1E AD&D DMG. I don't know that anyone can match Gygax's style for making ideas pop into my head.
For second tier or sleeper contenders, I'm going with Aria: Worlds, Fate Core, or the original Eberron Campaign Setting.
Aria: Worlds tried something that I'd never considered, before: creating and playing a civilization through the ages with the focus on the narrative and roleplay possibilities, not strategic or war game. I never got a table of political science geeks together to actually play it, but a couple of us put it through some paces. If nothing else, it's probably the single best source book I've seen to try to flesh out "narrative settings" (i.e. cities, provinces, nations, tribes, or whatever cohesive group you want to describe), even if you're not going to "play" them as characters.
Fate Core really flipped a switch, for me, on how you could tie descriptive elements of the characters and setting into the mechanics. I picked up the book on a lark and haven't been able to get it out of my head, since. Unfortunately, I have one player who will do Fate for anything besides fantasy and another (young/new) player who just wants to get her arms around D&D before trying anything else. Fortunately, you can use the campaign generation/session 0 tools regardless of the system used for task resolution, so I'm making some slow progress and probably get some of the benefits of actually using Fate.
Eberron Campaign Setting probably isn't anything inherently remarkable, as a book. I have to include it, though, because I normally avoid published settings like the plague, especially for fantasy and doubly for D&D. I just prefer (strongly) to create my own setting. I also hate mixing magic as tech or having Magi-tech. But, I really love the Eberron setting. I can't put my finger on it, but it blew past two pretty solid "rules" that had held for over 20 years. Heck, after listening to the Manifest Zone (podcast) episode on the Daelkyr, I was ready to break another "rule" which is the Far Realms and D&D mix like chocolate and ketchup.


Find the string "axoneme" in the records and copy each line where it occurs.

(Extracts from a graphics dataset)
"""

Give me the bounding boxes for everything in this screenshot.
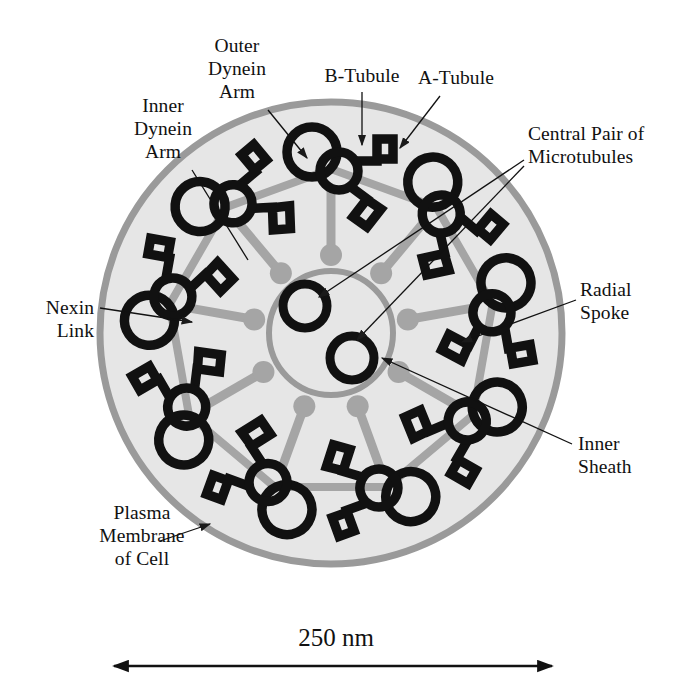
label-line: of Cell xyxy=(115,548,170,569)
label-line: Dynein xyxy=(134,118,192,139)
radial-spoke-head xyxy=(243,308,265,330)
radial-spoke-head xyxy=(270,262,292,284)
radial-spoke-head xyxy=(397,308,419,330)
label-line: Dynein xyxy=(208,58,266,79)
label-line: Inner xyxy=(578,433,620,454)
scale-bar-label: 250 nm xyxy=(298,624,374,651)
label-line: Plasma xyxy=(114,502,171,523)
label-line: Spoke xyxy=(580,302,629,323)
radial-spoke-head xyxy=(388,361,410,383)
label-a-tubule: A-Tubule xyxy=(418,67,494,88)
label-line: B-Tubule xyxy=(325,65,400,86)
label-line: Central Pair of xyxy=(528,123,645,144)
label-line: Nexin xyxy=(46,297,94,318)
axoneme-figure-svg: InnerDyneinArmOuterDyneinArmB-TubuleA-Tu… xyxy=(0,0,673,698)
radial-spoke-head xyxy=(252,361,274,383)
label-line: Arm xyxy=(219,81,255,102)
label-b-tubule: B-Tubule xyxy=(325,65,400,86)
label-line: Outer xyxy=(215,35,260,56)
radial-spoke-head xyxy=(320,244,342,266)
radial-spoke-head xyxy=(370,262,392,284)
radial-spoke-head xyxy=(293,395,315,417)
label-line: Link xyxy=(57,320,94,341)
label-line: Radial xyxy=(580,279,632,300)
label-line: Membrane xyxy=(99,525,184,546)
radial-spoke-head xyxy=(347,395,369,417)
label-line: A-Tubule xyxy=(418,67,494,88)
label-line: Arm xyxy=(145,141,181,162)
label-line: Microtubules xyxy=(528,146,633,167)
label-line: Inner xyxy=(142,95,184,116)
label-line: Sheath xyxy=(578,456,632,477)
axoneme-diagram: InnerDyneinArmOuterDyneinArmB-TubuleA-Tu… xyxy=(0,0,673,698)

"""

# Result of the exercise:
axoneme-figure-svg: InnerDyneinArmOuterDyneinArmB-TubuleA-Tu… xyxy=(0,0,673,698)
axoneme-diagram: InnerDyneinArmOuterDyneinArmB-TubuleA-Tu… xyxy=(0,0,673,698)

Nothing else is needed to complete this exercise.